Literature anf the values of democracy

19th century (first half) = ROMANTICISM (1800-1860) - > TRANSCENDENTALISM


(1840-1860)

The transcendentalist movement was a reaction against the 18th century


RATIONALISM. It was based on a fundamental belief in the unity of the WORLD and
GOD. It was influenced by English Romanticism and German and eastern philosophies. The
transcendentalism exalted FEELING and INTUITION over reason.

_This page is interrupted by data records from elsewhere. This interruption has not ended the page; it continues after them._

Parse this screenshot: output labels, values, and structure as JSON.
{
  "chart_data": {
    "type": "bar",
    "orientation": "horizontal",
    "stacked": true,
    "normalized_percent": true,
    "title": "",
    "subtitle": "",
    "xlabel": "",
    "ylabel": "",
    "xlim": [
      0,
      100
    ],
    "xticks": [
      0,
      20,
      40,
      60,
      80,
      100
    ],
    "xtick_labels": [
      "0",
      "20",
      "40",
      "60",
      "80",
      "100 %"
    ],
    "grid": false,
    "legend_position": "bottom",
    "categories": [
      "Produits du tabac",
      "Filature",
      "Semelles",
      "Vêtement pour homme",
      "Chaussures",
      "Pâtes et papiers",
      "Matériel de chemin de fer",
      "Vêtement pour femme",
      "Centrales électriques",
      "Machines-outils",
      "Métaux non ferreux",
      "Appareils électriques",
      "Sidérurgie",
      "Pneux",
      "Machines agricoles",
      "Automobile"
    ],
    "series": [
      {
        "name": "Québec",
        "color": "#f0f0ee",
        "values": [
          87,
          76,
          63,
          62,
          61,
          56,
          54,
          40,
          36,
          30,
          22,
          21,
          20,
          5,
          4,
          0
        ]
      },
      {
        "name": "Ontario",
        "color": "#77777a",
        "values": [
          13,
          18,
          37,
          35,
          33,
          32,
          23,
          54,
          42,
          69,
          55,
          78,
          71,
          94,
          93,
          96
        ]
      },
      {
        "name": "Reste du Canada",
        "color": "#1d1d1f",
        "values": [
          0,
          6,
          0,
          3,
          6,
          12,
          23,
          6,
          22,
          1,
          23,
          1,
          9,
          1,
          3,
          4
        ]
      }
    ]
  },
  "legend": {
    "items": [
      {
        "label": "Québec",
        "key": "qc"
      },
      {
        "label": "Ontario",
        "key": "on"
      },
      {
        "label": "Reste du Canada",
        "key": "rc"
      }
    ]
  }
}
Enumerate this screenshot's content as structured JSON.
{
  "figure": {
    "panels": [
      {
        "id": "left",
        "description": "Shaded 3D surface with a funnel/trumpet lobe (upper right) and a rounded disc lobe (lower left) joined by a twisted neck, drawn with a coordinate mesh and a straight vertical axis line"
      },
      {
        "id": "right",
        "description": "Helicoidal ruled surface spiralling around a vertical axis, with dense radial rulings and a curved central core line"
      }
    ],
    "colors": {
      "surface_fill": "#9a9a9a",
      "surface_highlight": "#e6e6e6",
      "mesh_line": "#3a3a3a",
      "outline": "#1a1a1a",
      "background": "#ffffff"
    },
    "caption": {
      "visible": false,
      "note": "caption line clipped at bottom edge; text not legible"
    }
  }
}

Walt Whitman did not begin as a transcendentalist, or with the spirited free verse with
which he is always associated with. His style developed along with his political sense and as
the country became more and more divided with the approaching Civil War (1861-1865).
Walt used his poetry to extol democracy and American populism. His writing (poetry) was
a sort of gesture of HEALING and TOGETHERNESS to a nation he felt was on the verge
of collapse. His brilliant, innovative work expressed the country’s democratic spirit. A
visionary collection of poems celebrating all creation, LEAVES OF GRASS (1855) was
inspired largely by Emerson’s writings. His poetry is innovative, and it has no rhyme and a
free-verse form. His VIBRANT DEMOCRATIC SENSIBILITY and the extreme
Romantic assertion that the poet’s self was one with the poem, the universe and the reader
permanently altered the course of American poetry. “Leaves of grass” is a vast, energetic and
natural as the AMERICAN CONTINENT. More than any other writer, Whitman invented
the MYTH OF DEMOCRATIC AMERICA: “The Americans of all natures at any time
upon the earth have probably the fullest poetical nature. The United States is essentially the
greatest poem”. When he wrote this, he daringly turned upside down the general opinion that
America was too brush and new to be poetic. He invented a timeless America of the free
imagination, peopled with pioneering spirits of all nations. For him, poetry was a passionate
gesture of identification with his native land. Poetry, the American nation, life itself were
all a matter process, energized by a RHYTHM and CHANGE. And “Leaves of grass”
became a process to, says Richard Gray, responsive to the continuing story of personal and
national identity, the poet and his democratic community.